Once you’ve defined this, run helm dependency update. This command is the workhorse. It reads your requirements.yaml, goes out to the specified repositories, downloads the tarballs of the charts you specified, and places them in your charts/ directory. It also creates a Chart.lock file, which is your reproducible build artifact, pinning the exact versions that were fetched.

The Art of Conditioning and Tagging

You don’t always want to install every dependency. Maybe the user is bringing their own Redis. This is where condition and tags save the day.

A condition is the primary switch. It’s a value path (usually something like redis.enabled) that you, the chart author, define in your parent chart’s values.yaml. If that value evaluates to true, the chart is installed. If not, it’s skipped. It’s that simple.

# in your parent values.yaml
redis:
  enabled: true

Tags are more flexible. You can assign multiple tags to a dependency and then enable/disable groups of them with a single value. In the requirements.yaml example above, the postgresql chart has the tags database and storage. You could then have a value in your parent chart that disables all “storage” related dependencies at once.

# in your parent values.yaml
tags:
  storage: false # This would disable the postgresql chart because it has the 'storage' tag.

Pro Tip: The condition always overrides tags. If condition: postgresql.enabled is false, the chart won’t install, even if its tags are enabled. This is your escape hatch for granular control.

The Values Cascade: Taming the Sub-chart Beast

This is the part that causes the most confusion. You have a values.yaml file for your main chart. The sub-chart also has its own values.yaml. How do you override the sub-chart’s values from the parent?

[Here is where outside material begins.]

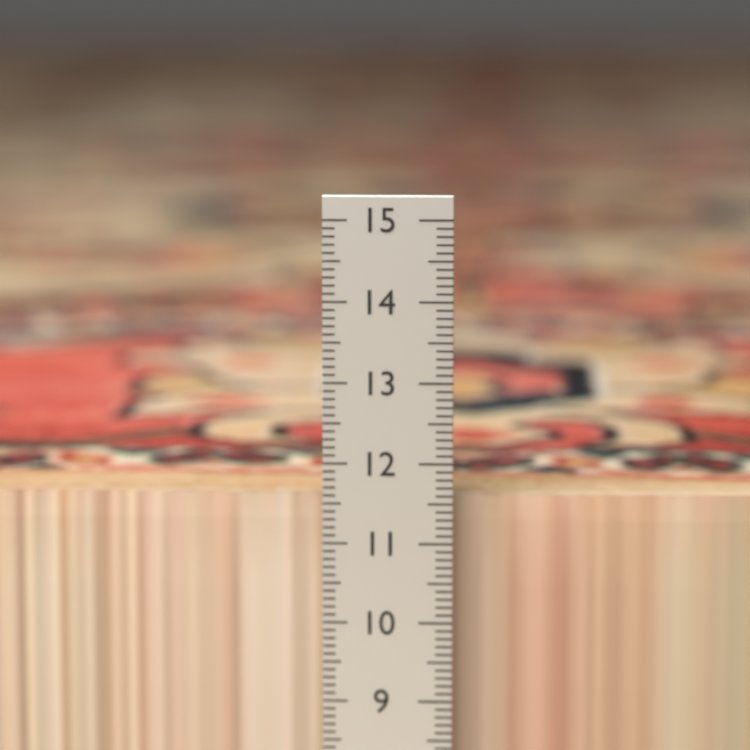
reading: 11.5 cm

You do it by creating a section in your parent’s values.yaml that matches the name of the dependency (the one from requirements.yaml), not the name of the chart it contains. This is a critical distinction.

Let’s say your dependency is defined as name: redis in your requirements.yaml. The actual Bitnami chart is named redis-ha. To override its values, you don’t use redis-ha, you use redis.

# in your parent values.yaml
redis: # <- This matches the 'name' in requirements.yaml, not the chart name.
  enabled: true
  architecture: standalone
  auth:
    password: "my-super-secure-password" # Overriding the sub-chart's default value.

# These values will be merged into the sub-chart's own values,
# with your parent's values taking precedence.

This design is both brilliant and a bit mad. It means the parent chart’s values structure is dictated by the arbitrary name you gave the dependency, creating a loose coupling that can be confusing to debug. My advice: always check the sub-chart’s values.yaml to know what keys you can actually override. It’s the only way to be sure.

So, which should you use? Use requirements.yaml for almost everything. It’s declarative, version-controlled, and flexible. Reserve the charts/ directory for those truly vendored, customized charts that are more part of your application than a separate dependency. And always, always run helm dependency update after changing your requirements.yaml. Forgetting that is the number one cause of “but I fixed it!” followed by utter confusion.